Since we are using twMerge to encapsulate all the classNames that receive the theme object, maybe we could find some way to apply the filters using it? 🤔
Since we are using
twMergeto encapsulate all theclassNamesthat receive the theme object, maybe we could find some way to apply the filters using it? 🤔
Im not sure if you can use twMerge here as it is a runtime library and you would need to run the prefixing code before tailwind generates its stylesheets when building.
Look here to find out how DaisyUI does it: https://github.com/saadeghi/daisyui/blob/master/src/index.js
This is my work-around. This will generate all of the tailwind classes used in Flowbite which is inefficient for bundle size because it's likely you don't use all of the components... But at least it works.

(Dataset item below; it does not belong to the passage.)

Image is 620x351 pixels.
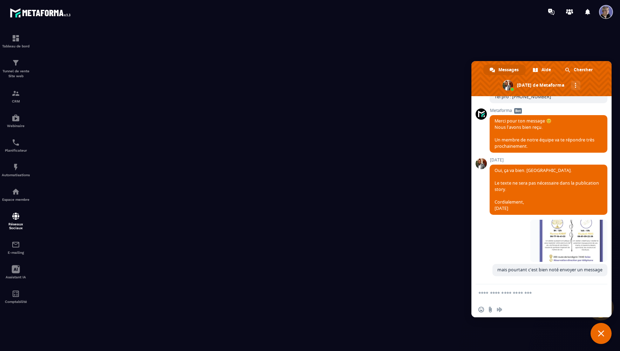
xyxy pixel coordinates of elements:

Step (1) create a custom theme
import type { FlowbiteTheme } from "flowbite-react";
import { theme } from "flowbite-react";
// MUST match tailwind.config.js.
const PREFIX = "tw-";
// XXX: This code does _not_ support important (!). I don't think this is used.
function prependToThemeClasses(themeObject: any): any {
// A recursive function that will walk through the object tree
const recurseObject = (obj: any): any => {
return Object.fromEntries(
Object.entries(obj).map(([key, value]) => {
if (typeof value === "object" && !Array.isArray(value)) {
// Recursive call if the value is another object
return [key, recurseObject(value)];
} else if (typeof value === "string") {
// Process the string if it's indeed a string
return [key, processClassString(value)];
} else {
// Keep the original value if it's not an object or string
return [key, value];
}
})
);
};
// Function to process a string of classes
const processClassString = (classString: string): string => {
return classString
.split(" ") // Split the classes by spaces
.map((className) => {
if (className.trim().length === 0) {
return "";
}
const isNegative = className.startsWith("-");
const parts = className.split(":");
const lastPart = parts[parts.length - 1];
// Add the prefix to the last part of the className, after all modifiers
parts[parts.length - 1] = `${PREFIX}${isNegative ? lastPart.slice(1) : lastPart}`;
// If the className is negative, add the negative sign back
if (isNegative) {
parts[parts.length - 1] = `-${parts[parts.length - 1]}`;
}
return parts.join(":");
})
.join(" "); // Join the processed classes back together
};
return recurseObject(themeObject);
}
// Usage
export const CustomTheme = prependToThemeClasses(theme);
Step (2) wrap React app in theme (in my _app.tsx in Next):
<Flowbite theme={{ theme: CustomTheme }}>
...
</Flowbite>
Step (3) (!!)
- Save
CustomThemeto a javascript file in a path listed in a Tailwind configcontentdirectory. - It's pretty easy to just call
JSON.stringify(CustomTheme, null, 2)and write that to a file.